Just something that happened to me recently.
Onno's fix above which works well I am grateful it was available.
My problem was that I built a new system and just wanted to copy over to it my AUSkey. I copied my ~/AUSkey directory but things did not work. Nothing was being written to the ~/AUSkey/logs/abrmessages.log.
Guess what, it was because abrakmbe was not executing.
AUSkey requires that the ~/.local/bin/AUSkey directory be there will all the required bits in it for (in my case) both chrome and firefox.
If this is not here (or wrong) then when you look for your AUSkey it silently is not there.
In addition the routine abrakmbe located in there requires links to old libraries which are normally not found in Linux installs any more.
This is easily fixed with
cd /usr/lib64 # or /usr/lib if you are still 32 bit
ln -s libssl.so.10 libssl.so.1.0.0
ln -s libcrypto.so.10 libcrpyto.so.1.0.0
This then makes it happy.
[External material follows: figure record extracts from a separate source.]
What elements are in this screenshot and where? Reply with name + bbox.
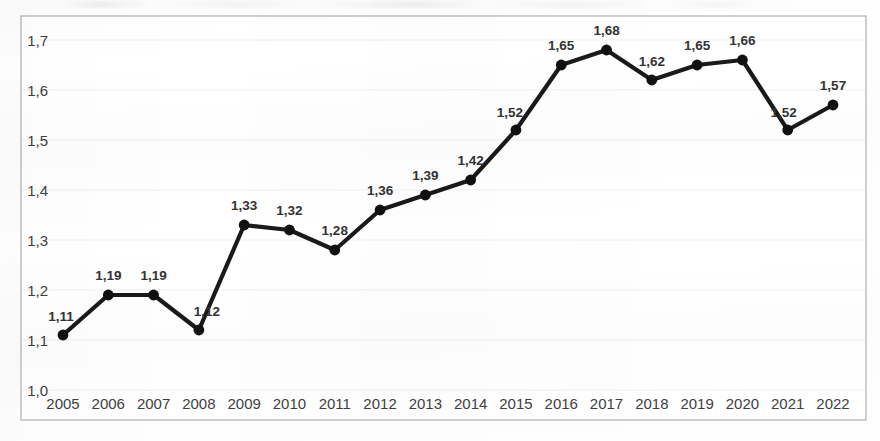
data-point-2016 <box>556 60 567 71</box>
x-tick-label-2018: 2018 <box>635 395 668 412</box>
data-point-2020 <box>737 55 748 66</box>
x-tick-label-2020: 2020 <box>726 395 759 412</box>
x-tick-label-2022: 2022 <box>816 395 849 412</box>
value-label-2013: 1,39 <box>412 168 438 183</box>
data-point-2013 <box>420 190 431 201</box>
value-label-2019: 1,65 <box>684 38 711 53</box>
data-point-2022 <box>828 100 839 111</box>
y-tick-label: 1,1 <box>27 332 48 349</box>
data-point-2015 <box>511 125 522 136</box>
x-tick-label-2017: 2017 <box>590 395 623 412</box>
value-label-2022: 1,57 <box>820 78 846 93</box>
value-label-2006: 1,19 <box>95 268 121 283</box>
value-label-2021: 1,52 <box>771 105 797 120</box>
plot-background <box>21 16 866 420</box>
x-tick-label-2013: 2013 <box>409 395 442 412</box>
value-label-2007: 1,19 <box>140 268 166 283</box>
data-point-2011 <box>329 245 340 256</box>
value-label-2020: 1,66 <box>729 33 756 48</box>
y-tick-label: 1,6 <box>27 82 48 99</box>
value-label-2014: 1,42 <box>458 153 484 168</box>
line-chart-figure: 1,01,11,21,31,41,51,61,7 200520062007200… <box>0 0 880 441</box>
x-tick-label-2015: 2015 <box>499 395 532 412</box>
data-point-2021 <box>782 125 793 136</box>
value-label-2005: 1,11 <box>48 309 74 324</box>
data-point-2009 <box>239 220 250 231</box>
x-tick-label-2014: 2014 <box>454 395 487 412</box>
data-point-2008 <box>193 325 204 336</box>
y-tick-label: 1,2 <box>27 282 48 299</box>
x-tick-label-2010: 2010 <box>273 395 306 412</box>
value-label-2011: 1,28 <box>322 223 349 238</box>
x-tick-label-2009: 2009 <box>227 395 260 412</box>
x-tick-label-2007: 2007 <box>137 395 170 412</box>
data-point-2018 <box>646 75 657 86</box>
value-label-2008: 1,12 <box>194 304 220 319</box>
x-tick-label-2016: 2016 <box>545 395 578 412</box>
y-tick-label: 1,5 <box>27 132 48 149</box>
data-point-2010 <box>284 225 295 236</box>
data-point-2007 <box>148 290 159 301</box>
x-tick-label-2012: 2012 <box>363 395 396 412</box>
value-label-2018: 1,62 <box>639 54 665 69</box>
value-label-2010: 1,32 <box>276 203 302 218</box>
y-tick-label: 1,7 <box>27 32 48 49</box>
y-tick-label: 1,4 <box>27 182 48 199</box>
x-tick-label-2005: 2005 <box>46 395 79 412</box>
value-label-2017: 1,68 <box>593 23 620 38</box>
x-tick-label-2011: 2011 <box>319 395 351 412</box>
y-tick-label: 1,3 <box>27 232 48 249</box>
data-point-2017 <box>601 45 612 56</box>
chart-canvas: 1,01,11,21,31,41,51,61,7 200520062007200… <box>0 0 880 441</box>
data-point-2012 <box>375 205 386 216</box>
value-label-2009: 1,33 <box>231 198 258 213</box>
value-label-2016: 1,65 <box>548 38 575 53</box>
value-label-2015: 1,52 <box>497 105 523 120</box>
data-point-2014 <box>465 175 476 186</box>
data-point-2006 <box>103 290 114 301</box>
data-point-2019 <box>692 60 703 71</box>
x-tick-label-2019: 2019 <box>680 395 713 412</box>
x-tick-label-2021: 2021 <box>771 395 804 412</box>
x-tick-label-2006: 2006 <box>92 395 125 412</box>
data-point-2005 <box>58 330 69 341</box>
x-tick-label-2008: 2008 <box>182 395 215 412</box>
value-label-2012: 1,36 <box>367 183 394 198</box>
y-tick-label: 1,0 <box>27 382 48 399</box>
I am not sure for how long version 10 will be the active one and around in the distros but since that one links to the current one my guess is it will be quite a while before this changes.
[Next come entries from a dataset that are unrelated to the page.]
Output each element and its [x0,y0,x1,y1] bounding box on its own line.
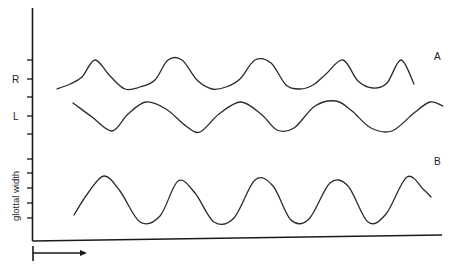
tick-label-l: L [13,111,19,122]
trace-a-l [73,101,443,133]
time-arrow-icon [33,246,87,261]
panel-label-b: B [434,156,441,167]
trace-a-r [57,58,414,90]
tick-label-r: R [12,74,19,85]
x-axis [33,235,443,241]
panel-label-a: A [434,51,441,62]
y-axis-label: glottal width [10,171,21,221]
glottal-chart: R L glottal width A B [0,0,455,265]
trace-b-glottal-width [74,176,431,224]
To help with debugging go to the ~/.local/bin/AUSkey directory and execute abrakmbe directly from the shell. It will display error messages if there is a problem and if not it just waits for input so good old ^C gets you out.
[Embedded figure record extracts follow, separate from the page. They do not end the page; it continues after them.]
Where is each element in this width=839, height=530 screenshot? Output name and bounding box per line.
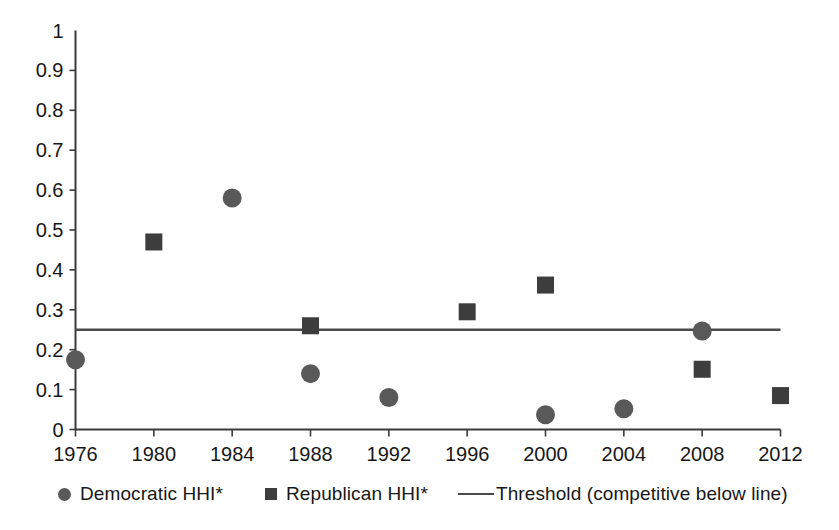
data-points (66, 189, 789, 425)
svg-text:0.2: 0.2 (36, 339, 64, 361)
legend-item-threshold: Threshold (competitive below line) (458, 483, 788, 505)
legend-item-republican: Republican HHI* (265, 483, 428, 505)
svg-text:0.6: 0.6 (36, 179, 64, 201)
svg-text:0.5: 0.5 (36, 219, 64, 241)
svg-text:1992: 1992 (367, 443, 412, 465)
svg-text:0.7: 0.7 (36, 139, 64, 161)
svg-text:1984: 1984 (210, 443, 255, 465)
svg-text:2004: 2004 (602, 443, 647, 465)
scatter-plot: 00.10.20.30.40.50.60.70.80.9119761980198… (0, 0, 839, 530)
legend-label-republican: Republican HHI* (286, 483, 428, 505)
svg-text:0.3: 0.3 (36, 299, 64, 321)
svg-text:1: 1 (52, 20, 63, 42)
svg-text:2008: 2008 (680, 443, 725, 465)
svg-text:0.8: 0.8 (36, 99, 64, 121)
legend-label-democratic: Democratic HHI* (80, 483, 223, 505)
axes (70, 31, 781, 437)
line-marker-icon (458, 493, 494, 495)
svg-text:2012: 2012 (758, 443, 803, 465)
svg-text:1980: 1980 (132, 443, 177, 465)
legend-label-threshold: Threshold (competitive below line) (496, 483, 788, 505)
circle-marker-icon (58, 488, 71, 501)
svg-text:1988: 1988 (288, 443, 333, 465)
svg-text:0.9: 0.9 (36, 59, 64, 81)
svg-text:0.4: 0.4 (36, 259, 64, 281)
chart-container: 00.10.20.30.40.50.60.70.80.9119761980198… (0, 0, 839, 530)
square-marker-icon (265, 488, 277, 500)
svg-text:2000: 2000 (523, 443, 568, 465)
svg-text:0.1: 0.1 (36, 379, 64, 401)
chart-legend: Democratic HHI* Republican HHI* Threshol… (58, 479, 818, 509)
svg-text:1996: 1996 (445, 443, 490, 465)
svg-text:1976: 1976 (53, 443, 98, 465)
svg-text:0: 0 (52, 419, 63, 441)
legend-item-democratic: Democratic HHI* (58, 483, 223, 505)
It would be really useful if the login/pick AUSkey process said SOMETHING when it fails.
Also I have not noticed anywhere when you get warned that your AUSkey is nearing expiry or expired, not even in the AUSkey management pages. Mind you it does tell you if its expired but you cannot get there without a valid AUSkey. You can check your expiry by looking in the keystore.xml and look at the field called <notAfter>. They currently seam to be about 1 year after creating (it used to be longer). That caught me out too.